Yesterday, today, and tomorrow, there is a seminar series for a new technique in genomics.
The other group in our University won a grant to implement the technique. Thanks to them, the technique will be available to us. The company reps are providing technical and implementation seminars. I wanted to know what exactly the technique can do, and what we can do with it.
The technique has been around for a few years, so we will not be an innovator. But using the relatively new technique at an appropriate place in our research should be enough to place us as an early adapter (or early majority, depending on how we use it).
New technologies are tools that allow us to do what we couldn't. They can make breakthroughs in science. It is important to keep an eye on them.
Thanks to the seminar series, I get how the technique works, and how to use the kit and equipment. I'll save the technical details, but the technique would allow us to analyze cancer and other cells in as much details as previous techniques, while requiring much fewer cells. It should be useful to our research.
Next important thing is the price. I got to consider some blunt questions like, "How much will it cost to use the technique? How can we use the technique to obtain the information that would solve our research question? Will the payoff justify the cost?"
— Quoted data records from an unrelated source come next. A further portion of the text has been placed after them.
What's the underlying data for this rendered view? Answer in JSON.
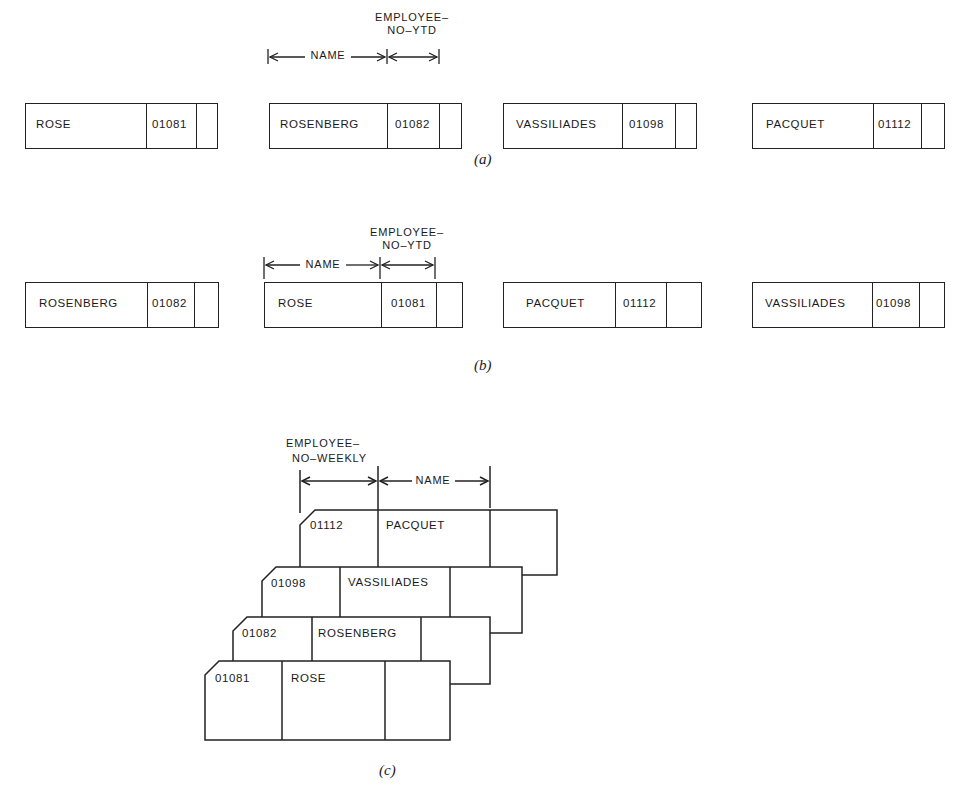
{
  "figure": {
    "panels": [
      {
        "caption": "(a)",
        "field_labels": {
          "name": "NAME",
          "emp_no_line1": "EMPLOYEE–",
          "emp_no_line2": "NO–YTD"
        },
        "records": [
          {
            "name": "ROSE",
            "employee_no": "01081"
          },
          {
            "name": "ROSENBERG",
            "employee_no": "01082"
          },
          {
            "name": "VASSILIADES",
            "employee_no": "01098"
          },
          {
            "name": "PACQUET",
            "employee_no": "01112"
          }
        ]
      },
      {
        "caption": "(b)",
        "field_labels": {
          "name": "NAME",
          "emp_no_line1": "EMPLOYEE–",
          "emp_no_line2": "NO–YTD"
        },
        "records": [
          {
            "name": "ROSENBERG",
            "employee_no": "01082"
          },
          {
            "name": "ROSE",
            "employee_no": "01081"
          },
          {
            "name": "PACQUET",
            "employee_no": "01112"
          },
          {
            "name": "VASSILIADES",
            "employee_no": "01098"
          }
        ]
      },
      {
        "caption": "(c)",
        "field_labels": {
          "name": "NAME",
          "emp_no_line1": "EMPLOYEE–",
          "emp_no_line2": "NO–WEEKLY"
        },
        "cards_back_to_front": [
          {
            "employee_no": "01112",
            "name": "PACQUET"
          },
          {
            "employee_no": "01098",
            "name": "VASSILIADES"
          },
          {
            "employee_no": "01082",
            "name": "ROSENBERG"
          },
          {
            "employee_no": "01081",
            "name": "ROSE"
          }
        ]
      }
    ]
  }
}
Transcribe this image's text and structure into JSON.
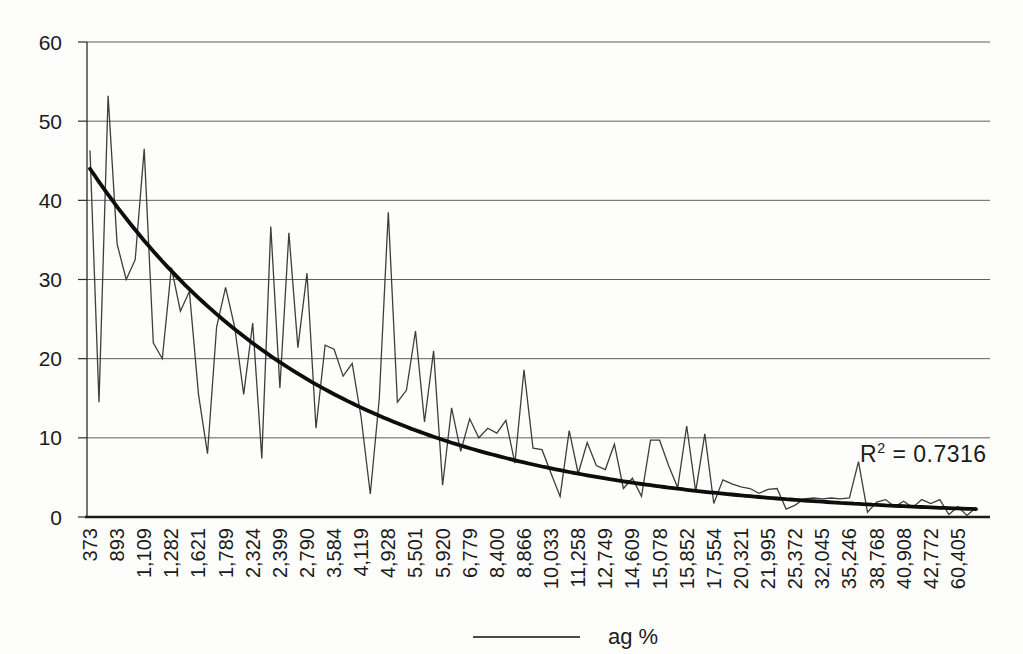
{
  "figure": {
    "legend": {
      "label": "ag %"
    },
    "annotation": {
      "r_squared_prefix": "R",
      "r_squared_sup": "2",
      "r_squared_eq": " = ",
      "r_squared": "0.7316"
    }
  },
  "chart_data": {
    "type": "line",
    "title": "",
    "xlabel": "",
    "ylabel": "",
    "ylim": [
      0,
      60
    ],
    "y_ticks": [
      "0",
      "10",
      "20",
      "30",
      "40",
      "50",
      "60"
    ],
    "grid": "horizontal",
    "legend_position": "bottom-center",
    "x_tick_labels": [
      "373",
      "893",
      "1,109",
      "1,282",
      "1,621",
      "1,789",
      "2,324",
      "2,399",
      "2,790",
      "3,584",
      "4,119",
      "4,928",
      "5,501",
      "5,920",
      "6,779",
      "8,400",
      "8,866",
      "10,033",
      "11,258",
      "12,749",
      "14,609",
      "15,078",
      "15,852",
      "17,554",
      "20,321",
      "21,995",
      "25,372",
      "32,045",
      "35,246",
      "38,768",
      "40,908",
      "42,772",
      "60,405"
    ],
    "x_label_every_n_points": 3,
    "series": [
      {
        "name": "ag %",
        "values": [
          46.3,
          14.5,
          53.2,
          34.5,
          30,
          32.5,
          46.5,
          22,
          20,
          31.5,
          26,
          28.5,
          15.5,
          8,
          24,
          29,
          24,
          15.5,
          24.5,
          7.4,
          36.7,
          16.3,
          35.9,
          21.4,
          30.8,
          11.2,
          21.7,
          21.2,
          17.8,
          19.4,
          12.5,
          2.9,
          15,
          38.5,
          14.5,
          16,
          23.5,
          12,
          21,
          4,
          13.8,
          8.3,
          12.4,
          10,
          11.2,
          10.6,
          12.2,
          6.8,
          18.6,
          8.7,
          8.5,
          5.5,
          2.6,
          10.9,
          5.5,
          9.4,
          6.5,
          6,
          9.2,
          3.6,
          4.9,
          2.6,
          9.7,
          9.7,
          6.5,
          3.7,
          11.5,
          3.2,
          10.5,
          1.7,
          4.7,
          4.2,
          3.8,
          3.6,
          3,
          3.5,
          3.6,
          1,
          1.5,
          2.3,
          2.4,
          2.3,
          2.4,
          2.3,
          2.4,
          7,
          0.6,
          1.9,
          2.2,
          1.3,
          2,
          1.2,
          2.2,
          1.7,
          2.2,
          0.3,
          1.3,
          0.2,
          1.2
        ]
      }
    ],
    "trendline": {
      "shape": "exponential-decay",
      "start_value": 44,
      "end_value": 1.0,
      "r_squared": 0.7316
    }
  }
}
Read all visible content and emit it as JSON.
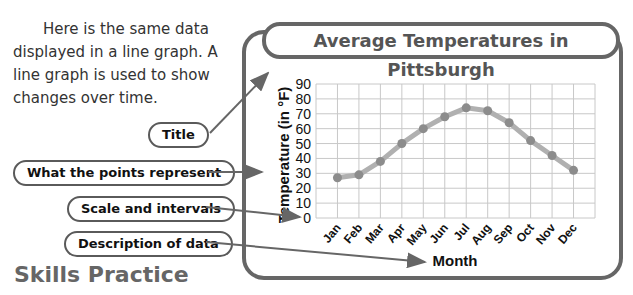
{
  "intro_text": "Here is the same data displayed in a line graph. A line graph is used to show changes over time.",
  "callouts": {
    "title": "Title",
    "points": "What the points represent",
    "scale": "Scale and intervals",
    "description": "Description of data"
  },
  "section_heading": "Skills Practice",
  "colors": {
    "frame": "#666666",
    "line": "#b0b0b0",
    "point": "#8c8c8c",
    "grid": "#c8c8c8"
  },
  "chart_data": {
    "type": "line",
    "title": "Average Temperatures in Pittsburgh",
    "xlabel": "Month",
    "ylabel": "Temperature (in °F)",
    "categories": [
      "Jan",
      "Feb",
      "Mar",
      "Apr",
      "May",
      "Jun",
      "Jul",
      "Aug",
      "Sep",
      "Oct",
      "Nov",
      "Dec"
    ],
    "values": [
      27,
      29,
      38,
      50,
      60,
      68,
      74,
      72,
      64,
      52,
      42,
      32
    ],
    "yticks": [
      0,
      10,
      20,
      30,
      40,
      50,
      60,
      70,
      80,
      90
    ],
    "ylim": [
      0,
      90
    ],
    "grid": true,
    "legend": null
  }
}
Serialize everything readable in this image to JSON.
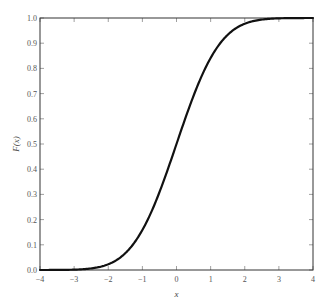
{
  "chart_data": {
    "type": "line",
    "title": "",
    "xlabel": "x",
    "ylabel": "F(x)",
    "xlim": [
      -4,
      4
    ],
    "ylim": [
      0.0,
      1.0
    ],
    "grid": false,
    "legend": null,
    "x_ticks": [
      -4,
      -3,
      -2,
      -1,
      0,
      1,
      2,
      3,
      4
    ],
    "x_tick_labels": [
      "-4",
      "-3",
      "-2",
      "-1",
      "0",
      "1",
      "2",
      "3",
      "4"
    ],
    "y_ticks": [
      0.0,
      0.1,
      0.2,
      0.3,
      0.4,
      0.5,
      0.6,
      0.7,
      0.8,
      0.9,
      1.0
    ],
    "y_tick_labels": [
      "0.0",
      "0.1",
      "0.2",
      "0.3",
      "0.4",
      "0.5",
      "0.6",
      "0.7",
      "0.8",
      "0.9",
      "1.0"
    ],
    "series": [
      {
        "name": "Standard normal CDF",
        "color": "#111111",
        "x": [
          -4,
          -3.5,
          -3,
          -2.5,
          -2,
          -1.5,
          -1,
          -0.5,
          0,
          0.5,
          1,
          1.5,
          2,
          2.5,
          3,
          3.5,
          4
        ],
        "values": [
          0.0,
          0.0002,
          0.0013,
          0.0062,
          0.0228,
          0.0668,
          0.1587,
          0.3085,
          0.5,
          0.6915,
          0.8413,
          0.9332,
          0.9772,
          0.9938,
          0.9987,
          0.9998,
          1.0
        ]
      }
    ]
  },
  "colors": {
    "curve": "#111111",
    "axes": "#333333",
    "background": "#ffffff"
  }
}
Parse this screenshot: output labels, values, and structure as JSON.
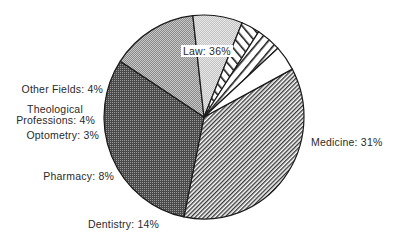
{
  "chart_data": {
    "type": "pie",
    "title": "",
    "start_angle_deg": -28,
    "direction": "clockwise",
    "slices": [
      {
        "label": "Law",
        "value": 36,
        "display": "Law: 36%",
        "pattern": "diag-fine"
      },
      {
        "label": "Medicine",
        "value": 31,
        "display": "Medicine: 31%",
        "pattern": "dots-dark"
      },
      {
        "label": "Dentistry",
        "value": 14,
        "display": "Dentistry: 14%",
        "pattern": "dots-medium"
      },
      {
        "label": "Pharmacy",
        "value": 8,
        "display": "Pharmacy: 8%",
        "pattern": "dots-light"
      },
      {
        "label": "Optometry",
        "value": 3,
        "display": "Optometry: 3%",
        "pattern": "diag-wide-right"
      },
      {
        "label": "Theological Professions",
        "value": 4,
        "display": "Theological Professions: 4%",
        "pattern": "diag-wide-left"
      },
      {
        "label": "Other Fields",
        "value": 4,
        "display": "Other Fields: 4%",
        "pattern": "white"
      }
    ],
    "categories": [
      "Law",
      "Medicine",
      "Dentistry",
      "Pharmacy",
      "Optometry",
      "Theological Professions",
      "Other Fields"
    ],
    "values": [
      36,
      31,
      14,
      8,
      3,
      4,
      4
    ],
    "unit": "%"
  },
  "labels": {
    "law": "Law: 36%",
    "medicine": "Medicine: 31%",
    "dentistry": "Dentistry: 14%",
    "pharmacy": "Pharmacy: 8%",
    "optometry": "Optometry: 3%",
    "theological_line1": "Theological",
    "theological_line2": "Professions: 4%",
    "other": "Other Fields: 4%"
  },
  "colors": {
    "outline": "#1a1a1a",
    "ink": "#2a2a2a",
    "background": "#ffffff"
  }
}
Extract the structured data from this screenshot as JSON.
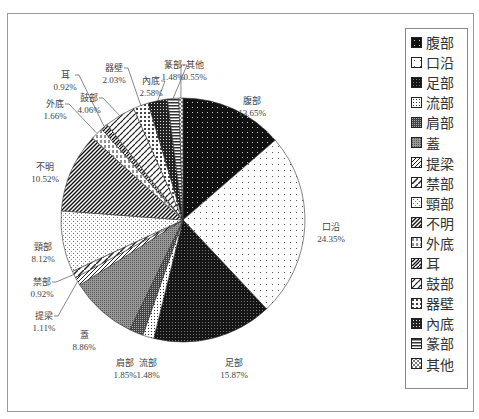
{
  "chart_data": {
    "type": "pie",
    "title": "",
    "start_angle_deg": 0,
    "direction": "clockwise",
    "categories": [
      "腹部",
      "口沿",
      "足部",
      "流部",
      "肩部",
      "蓋",
      "提梁",
      "禁部",
      "頸部",
      "不明",
      "外底",
      "耳",
      "鼓部",
      "器壁",
      "內底",
      "篆部",
      "其他"
    ],
    "values": [
      13.65,
      24.35,
      15.87,
      1.48,
      1.85,
      8.86,
      1.11,
      0.92,
      8.12,
      10.52,
      1.66,
      0.92,
      4.06,
      2.03,
      2.58,
      1.48,
      0.55
    ],
    "value_labels": [
      "13.65%",
      "24.35%",
      "15.87%",
      "1.48%",
      "1.85%",
      "8.86%",
      "1.11%",
      "0.92%",
      "8.12%",
      "10.52%",
      "1.66%",
      "0.92%",
      "4.06%",
      "2.03%",
      "2.58%",
      "1.48%",
      "0.55%"
    ],
    "legend_position": "right",
    "legend": [
      "腹部",
      "口沿",
      "足部",
      "流部",
      "肩部",
      "蓋",
      "提梁",
      "禁部",
      "頸部",
      "不明",
      "外底",
      "耳",
      "鼓部",
      "器壁",
      "內底",
      "篆部",
      "其他"
    ],
    "patterns": [
      "dense-dark-dots",
      "sparse-dots",
      "dark-checker",
      "fine-dots",
      "dark-gray-checker",
      "gray-checker",
      "diagonal-hatch",
      "wide-diagonal",
      "light-dots",
      "dense-diagonal",
      "dashed-vertical",
      "diagonal-bricks",
      "diagonal-dashes",
      "light-checker",
      "dark-grid",
      "horizontal-lines",
      "cross-diagonal"
    ]
  },
  "labels": [
    {
      "name": "腹部",
      "pct": "13.65%",
      "x": 252,
      "y": 95
    },
    {
      "name": "口沿",
      "pct": "24.35%",
      "x": 331,
      "y": 221
    },
    {
      "name": "足部",
      "pct": "15.87%",
      "x": 234,
      "y": 357
    },
    {
      "name": "流部",
      "pct": "1.48%",
      "x": 148,
      "y": 357
    },
    {
      "name": "肩部",
      "pct": "1.85%",
      "x": 125,
      "y": 357
    },
    {
      "name": "蓋",
      "pct": "8.86%",
      "x": 84,
      "y": 329
    },
    {
      "name": "提梁",
      "pct": "1.11%",
      "x": 44,
      "y": 310
    },
    {
      "name": "禁部",
      "pct": "0.92%",
      "x": 42,
      "y": 276
    },
    {
      "name": "頸部",
      "pct": "8.12%",
      "x": 43,
      "y": 241
    },
    {
      "name": "不明",
      "pct": "10.52%",
      "x": 45,
      "y": 161
    },
    {
      "name": "外底",
      "pct": "1.66%",
      "x": 55,
      "y": 98
    },
    {
      "name": "耳",
      "pct": "0.92%",
      "x": 65,
      "y": 69
    },
    {
      "name": "鼓部",
      "pct": "4.06%",
      "x": 89,
      "y": 92
    },
    {
      "name": "器壁",
      "pct": "2.03%",
      "x": 114,
      "y": 62
    },
    {
      "name": "內底",
      "pct": "2.58%",
      "x": 151,
      "y": 75
    },
    {
      "name": "篆部",
      "pct": "1.48%",
      "x": 173,
      "y": 59
    },
    {
      "name": "其他",
      "pct": "0.55%",
      "x": 195,
      "y": 59
    }
  ]
}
We may want to romanticize science. But science is an act of human that involves money and price tags after all, and all bottom line thinking apply.
In my observation, people who "just do it" tend to win, though.
Highest regard usually goes to someone who creates something that helps many people. In terms of science, that something can be a new useful substance like a new medicine, a new idea that change our ways of thinking, or a tool that helps well beings of many. I should remind myself of this big picture more often.